Finally getting my remaining bulbs in the ground

Garden log 11/20/24. With the freezing temps tonight, I knew I had to get going on finally getting my remaining bulbs in the ground. You can still plant bulbs after temps hit freezing, but at some point, the ground becomes too frozen to work, and then you’re just stuck, and have to go with the plant-in-pots-and-stick-in-basement-or-garage-and-hope method.

I did my daffodils a while ago, but I had tulips left (tulips tend to reduce year after year in our zone, so I’ve taken to planting a few new varieties every year), a few alliums (filling out a bed), some fritillaria meleagris (checkered), some early spring ephemerals: crocus, iphieon (starflower), chionodoxa (glory-of-the-snow), lots of regular snowdrops (nivalis), and a few special (expensive!) varieties that I hope survive — Hippolyta and Polar Star.

If they’re happy here, the snowdrops should spread over time — we’ll see. I really love an extended growing season — I want flowers in the garden all the way from March to November. It helps make Chicago winter more tolerable.

I have no patience for digging individual holes and poking bulbs in — I always dig larger trenches and do a lasagne method, where you put the largest bulbs at the bottom, then some dirt, then medium bulbs, then some dirt, then smaller bulbs, then dirt, then the smallest bulbs. In order to try to deter the squirrels (thankfully, we don’t have deer), I usually sprinkle a generous amount of cayenne over each layer, and that seems to mostly work.

I also rake the leaves off the grass and pile it up over the new bulb plantings. That’s a win-win-win, since that a) clears the grass of the heaviest leaf layer, b) helps hide the disturbed ground from the squirrels, and c) improves our heavy clay soil; if you rake the leaves in every year, after a decade or so, you’ll have wonderful soil to work with.

I can’t complain too much about our clay soil, though, even if it can be hard to dig, because it’s super-conductive, which is making it feasible for us to put in geothermal power at the high school, which I’m very excited about — cost savings + good for the planet!)

In March, I do tend to rake back the areas where I planted the tiny early spring ephemerals, but that’s a small percentage of my yard — most of it, I leave alone until May or so, when the pollinators start waking up, because the daffodils and tulips can push their way through the leaf layer with no trouble.
This was about an hour of work all together? I don’t have that much grass left in the front, so it takes maybe 15 minutes to rake the leaves into the beds. There was one year when I shredded the leaves first, but I stopped bothering with that, and it seems to make no real difference in my yard. (If you have a very heavy leaf layer, you might want to shred, though.)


• **WORK ITEM**: Return the records below exactly; pictures stay out.

Items from a figure collection
——————
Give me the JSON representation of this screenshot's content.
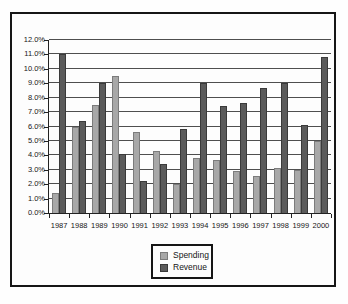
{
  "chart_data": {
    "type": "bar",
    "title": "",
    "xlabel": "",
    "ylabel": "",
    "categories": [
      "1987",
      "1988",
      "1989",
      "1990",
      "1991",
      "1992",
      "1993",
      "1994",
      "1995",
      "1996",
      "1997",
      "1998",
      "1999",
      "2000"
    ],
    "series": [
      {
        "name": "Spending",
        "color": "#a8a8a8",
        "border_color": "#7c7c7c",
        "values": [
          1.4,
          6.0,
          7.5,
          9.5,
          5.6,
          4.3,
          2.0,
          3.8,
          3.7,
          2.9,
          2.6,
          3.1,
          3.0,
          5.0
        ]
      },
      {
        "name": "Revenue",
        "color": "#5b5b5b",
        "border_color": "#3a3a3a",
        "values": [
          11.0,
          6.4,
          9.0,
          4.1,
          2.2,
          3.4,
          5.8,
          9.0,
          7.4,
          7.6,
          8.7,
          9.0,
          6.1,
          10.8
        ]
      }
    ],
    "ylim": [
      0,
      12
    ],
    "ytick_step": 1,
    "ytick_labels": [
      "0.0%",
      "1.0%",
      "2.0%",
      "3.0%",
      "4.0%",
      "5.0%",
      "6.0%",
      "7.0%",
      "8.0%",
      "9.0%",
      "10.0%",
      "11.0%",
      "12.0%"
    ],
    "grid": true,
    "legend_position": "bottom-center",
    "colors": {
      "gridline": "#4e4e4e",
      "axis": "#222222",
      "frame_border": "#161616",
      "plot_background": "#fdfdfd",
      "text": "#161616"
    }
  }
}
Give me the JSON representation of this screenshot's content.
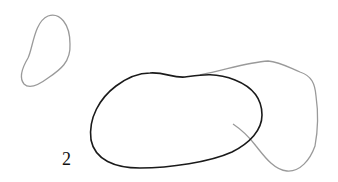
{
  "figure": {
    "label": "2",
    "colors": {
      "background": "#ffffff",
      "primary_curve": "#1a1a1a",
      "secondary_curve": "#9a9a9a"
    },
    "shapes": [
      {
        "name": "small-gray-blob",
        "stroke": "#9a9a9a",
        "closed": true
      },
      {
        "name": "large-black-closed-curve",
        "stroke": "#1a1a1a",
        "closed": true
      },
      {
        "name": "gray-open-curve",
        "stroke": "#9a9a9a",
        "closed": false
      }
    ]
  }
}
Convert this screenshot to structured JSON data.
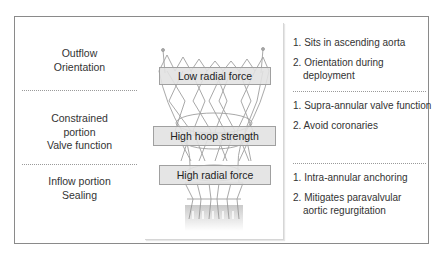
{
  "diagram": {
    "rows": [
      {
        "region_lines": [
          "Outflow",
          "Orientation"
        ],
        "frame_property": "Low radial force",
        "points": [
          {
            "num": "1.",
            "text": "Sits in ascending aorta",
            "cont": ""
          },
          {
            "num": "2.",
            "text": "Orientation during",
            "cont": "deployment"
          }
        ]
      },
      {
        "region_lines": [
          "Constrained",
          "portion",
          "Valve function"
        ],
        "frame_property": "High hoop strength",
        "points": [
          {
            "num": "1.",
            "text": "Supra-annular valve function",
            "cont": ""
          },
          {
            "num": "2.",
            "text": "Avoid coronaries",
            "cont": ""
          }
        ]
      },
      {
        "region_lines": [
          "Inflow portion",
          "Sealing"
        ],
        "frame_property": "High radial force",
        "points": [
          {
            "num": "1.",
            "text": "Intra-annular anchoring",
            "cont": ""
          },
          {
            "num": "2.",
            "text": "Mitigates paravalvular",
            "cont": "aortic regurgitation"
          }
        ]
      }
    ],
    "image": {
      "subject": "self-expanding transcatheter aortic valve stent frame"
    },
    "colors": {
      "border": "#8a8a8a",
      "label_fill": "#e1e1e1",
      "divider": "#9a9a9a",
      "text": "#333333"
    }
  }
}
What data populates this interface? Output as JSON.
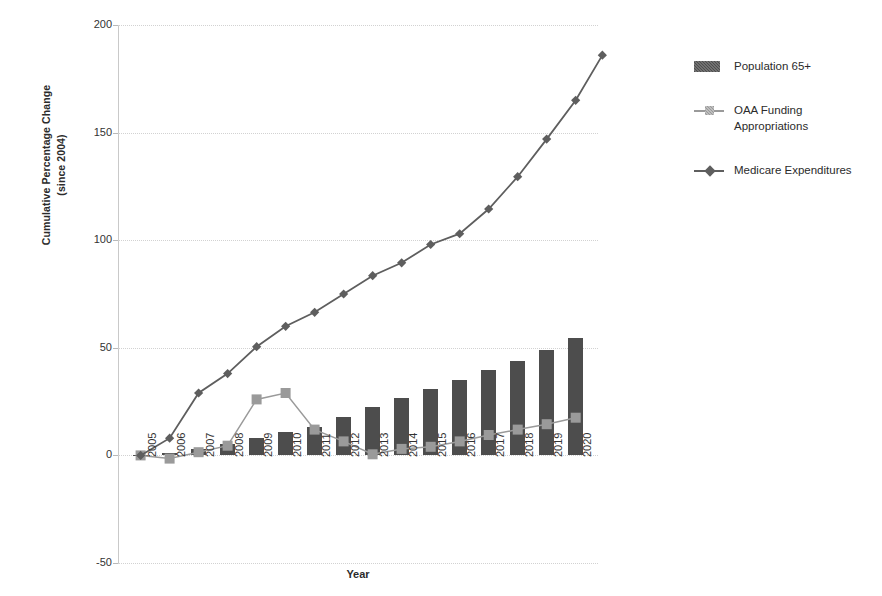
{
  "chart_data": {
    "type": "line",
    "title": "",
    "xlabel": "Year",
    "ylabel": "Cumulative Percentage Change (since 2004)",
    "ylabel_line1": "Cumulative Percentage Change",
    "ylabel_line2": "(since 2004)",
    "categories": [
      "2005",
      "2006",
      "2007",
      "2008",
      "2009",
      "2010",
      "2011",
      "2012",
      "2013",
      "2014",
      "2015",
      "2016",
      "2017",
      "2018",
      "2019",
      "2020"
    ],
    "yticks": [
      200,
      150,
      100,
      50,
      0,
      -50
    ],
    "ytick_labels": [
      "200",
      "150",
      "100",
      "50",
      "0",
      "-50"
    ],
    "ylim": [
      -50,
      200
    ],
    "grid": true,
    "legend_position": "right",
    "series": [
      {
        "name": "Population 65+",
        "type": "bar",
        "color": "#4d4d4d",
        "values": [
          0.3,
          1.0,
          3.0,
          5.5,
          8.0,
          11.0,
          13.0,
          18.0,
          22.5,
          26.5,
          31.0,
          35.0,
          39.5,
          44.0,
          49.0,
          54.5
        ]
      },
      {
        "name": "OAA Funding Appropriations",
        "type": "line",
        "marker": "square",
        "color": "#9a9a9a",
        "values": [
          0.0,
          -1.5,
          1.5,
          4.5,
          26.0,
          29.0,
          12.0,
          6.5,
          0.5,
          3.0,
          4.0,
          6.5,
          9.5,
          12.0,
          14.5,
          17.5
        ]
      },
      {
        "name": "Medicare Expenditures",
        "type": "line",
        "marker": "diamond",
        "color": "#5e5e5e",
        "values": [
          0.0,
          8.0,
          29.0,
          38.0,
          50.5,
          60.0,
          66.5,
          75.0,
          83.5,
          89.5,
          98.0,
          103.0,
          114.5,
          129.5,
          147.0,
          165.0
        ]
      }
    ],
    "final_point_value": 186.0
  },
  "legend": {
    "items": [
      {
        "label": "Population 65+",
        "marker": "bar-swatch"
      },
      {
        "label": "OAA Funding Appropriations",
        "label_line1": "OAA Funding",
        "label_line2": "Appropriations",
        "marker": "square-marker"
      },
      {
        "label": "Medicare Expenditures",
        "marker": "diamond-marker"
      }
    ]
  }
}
——————
• **EXERCISE ANSWER**:
Give me the JSON representation of this screenshot's content.
{
  "chart_data": {
    "type": "bar",
    "title": "",
    "xlabel": "",
    "ylabel": "",
    "categories": [
      "1987",
      "1988",
      "1989",
      "1990",
      "1991",
      "1992",
      "1993",
      "1994",
      "1995",
      "1996",
      "1997",
      "1998",
      "1999",
      "2000"
    ],
    "series": [
      {
        "name": "Spending",
        "color": "#a8a8a8",
        "border_color": "#7c7c7c",
        "values": [
          1.4,
          6.0,
          7.5,
          9.5,
          5.6,
          4.3,
          2.0,
          3.8,
          3.7,
          2.9,
          2.6,
          3.1,
          3.0,
          5.0
        ]
      },
      {
        "name": "Revenue",
        "color": "#5b5b5b",
        "border_color": "#3a3a3a",
        "values": [
          11.0,
          6.4,
          9.0,
          4.1,
          2.2,
          3.4,
          5.8,
          9.0,
          7.4,
          7.6,
          8.7,
          9.0,
          6.1,
          10.8
        ]
      }
    ],
    "ylim": [
      0,
      12
    ],
    "ytick_step": 1,
    "ytick_labels": [
      "0.0%",
      "1.0%",
      "2.0%",
      "3.0%",
      "4.0%",
      "5.0%",
      "6.0%",
      "7.0%",
      "8.0%",
      "9.0%",
      "10.0%",
      "11.0%",
      "12.0%"
    ],
    "grid": true,
    "legend_position": "bottom-center",
    "colors": {
      "gridline": "#4e4e4e",
      "axis": "#222222",
      "frame_border": "#161616",
      "plot_background": "#fdfdfd",
      "text": "#161616"
    }
  }
}
Give me the JSON representation of this screenshot's content.
{
  "figure": {
    "label": "2",
    "colors": {
      "background": "#ffffff",
      "primary_curve": "#1a1a1a",
      "secondary_curve": "#9a9a9a"
    },
    "shapes": [
      {
        "name": "small-gray-blob",
        "stroke": "#9a9a9a",
        "closed": true
      },
      {
        "name": "large-black-closed-curve",
        "stroke": "#1a1a1a",
        "closed": true
      },
      {
        "name": "gray-open-curve",
        "stroke": "#9a9a9a",
        "closed": false
      }
    ]
  }
}
Convert this screenshot to structured JSON data.
{
  "diagram": {
    "rows": [
      {
        "region_lines": [
          "Outflow",
          "Orientation"
        ],
        "frame_property": "Low radial force",
        "points": [
          {
            "num": "1.",
            "text": "Sits in ascending aorta",
            "cont": ""
          },
          {
            "num": "2.",
            "text": "Orientation during",
            "cont": "deployment"
          }
        ]
      },
      {
        "region_lines": [
          "Constrained",
          "portion",
          "Valve function"
        ],
        "frame_property": "High hoop strength",
        "points": [
          {
            "num": "1.",
            "text": "Supra-annular valve function",
            "cont": ""
          },
          {
            "num": "2.",
            "text": "Avoid coronaries",
            "cont": ""
          }
        ]
      },
      {
        "region_lines": [
          "Inflow portion",
          "Sealing"
        ],
        "frame_property": "High radial force",
        "points": [
          {
            "num": "1.",
            "text": "Intra-annular anchoring",
            "cont": ""
          },
          {
            "num": "2.",
            "text": "Mitigates paravalvular",
            "cont": "aortic regurgitation"
          }
        ]
      }
    ],
    "image": {
      "subject": "self-expanding transcatheter aortic valve stent frame"
    },
    "colors": {
      "border": "#8a8a8a",
      "label_fill": "#e1e1e1",
      "divider": "#9a9a9a",
      "text": "#333333"
    }
  }
}
What data populates this interface? Output as JSON.
{
  "chart_data": {
    "type": "line",
    "title": "",
    "xlabel": "Year",
    "ylabel": "Cumulative Percentage Change (since 2004)",
    "ylabel_line1": "Cumulative Percentage Change",
    "ylabel_line2": "(since 2004)",
    "categories": [
      "2005",
      "2006",
      "2007",
      "2008",
      "2009",
      "2010",
      "2011",
      "2012",
      "2013",
      "2014",
      "2015",
      "2016",
      "2017",
      "2018",
      "2019",
      "2020"
    ],
    "yticks": [
      200,
      150,
      100,
      50,
      0,
      -50
    ],
    "ytick_labels": [
      "200",
      "150",
      "100",
      "50",
      "0",
      "-50"
    ],
    "ylim": [
      -50,
      200
    ],
    "grid": true,
    "legend_position": "right",
    "series": [
      {
        "name": "Population 65+",
        "type": "bar",
        "color": "#4d4d4d",
        "values": [
          0.3,
          1.0,
          3.0,
          5.5,
          8.0,
          11.0,
          13.0,
          18.0,
          22.5,
          26.5,
          31.0,
          35.0,
          39.5,
          44.0,
          49.0,
          54.5
        ]
      },
      {
        "name": "OAA Funding Appropriations",
        "type": "line",
        "marker": "square",
        "color": "#9a9a9a",
        "values": [
          0.0,
          -1.5,
          1.5,
          4.5,
          26.0,
          29.0,
          12.0,
          6.5,
          0.5,
          3.0,
          4.0,
          6.5,
          9.5,
          12.0,
          14.5,
          17.5
        ]
      },
      {
        "name": "Medicare Expenditures",
        "type": "line",
        "marker": "diamond",
        "color": "#5e5e5e",
        "values": [
          0.0,
          8.0,
          29.0,
          38.0,
          50.5,
          60.0,
          66.5,
          75.0,
          83.5,
          89.5,
          98.0,
          103.0,
          114.5,
          129.5,
          147.0,
          165.0
        ]
      }
    ],
    "final_point_value": 186.0
  },
  "legend": {
    "items": [
      {
        "label": "Population 65+",
        "marker": "bar-swatch"
      },
      {
        "label": "OAA Funding Appropriations",
        "label_line1": "OAA Funding",
        "label_line2": "Appropriations",
        "marker": "square-marker"
      },
      {
        "label": "Medicare Expenditures",
        "marker": "diamond-marker"
      }
    ]
  }
}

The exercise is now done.